From the Greek region Arcadia, a mountainous area of the Peloponnese symbolizing pastoral paradise.
Arcadia takes its name from a real mountainous region in the central Peloponnese of Greece, ancient Arkadia, which was so remote and wild that classical poets transformed it into the archetypal landscape of pastoral perfection — a place where shepherds lived in harmony with nature, unbothered by the corruptions of city life. The word itself may derive from Arkas, legendary son of Zeus and Callisto, who became king of the region. In Virgil's Eclogues (37 BCE), Arcadia crystallized into a literary idea that would echo through Western culture for two millennia: the Golden Age made geographic.

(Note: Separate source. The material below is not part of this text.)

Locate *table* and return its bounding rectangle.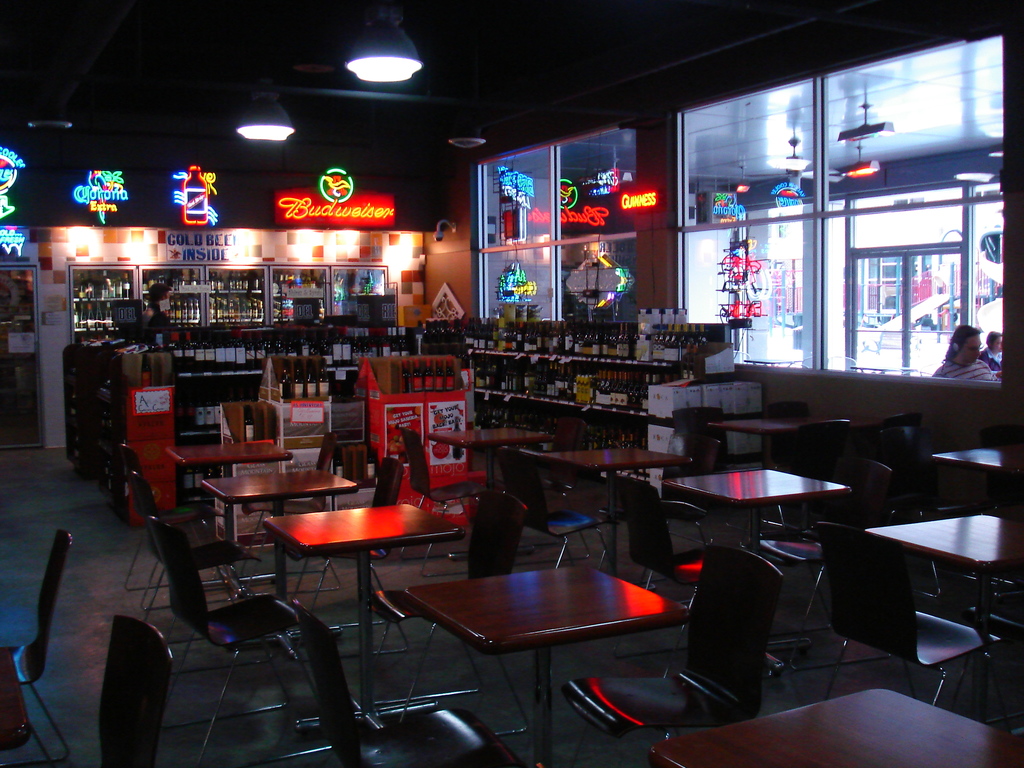
bbox=(524, 442, 689, 564).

The Renaissance fully embraced Arcadia as a literary space. Jacopo Sannazaro's pastoral romance *Arcadia* (1504) sparked an entire genre; Philip Sidney's sprawling prose romance *The Countess of Pembroke's Arcadia* (1590) became one of the most read works of Elizabethan England; and the Latin phrase Et in Arcadia ego — even in Arcadia, there am I (Death) — haunted the paintings of Nicolas Poussin and Guercino, reminding viewers that paradise cannot hold. Tom Stoppard's play *Arcadia* (1993) brilliantly collapsed past and present in a country house that itself becomes a meditation on entropy and beauty.
As a given name, Arcadia carries all of this freight with extraordinary lightness. It sounds genuinely beautiful — four syllables that move from hard consonant to open vowel, landing on a soft final -a. Parents drawn to nature names, literary names, or classical mythology find in Arcadia an option that is distinctive without being eccentric, and steeped in three thousand years of yearning for a better world.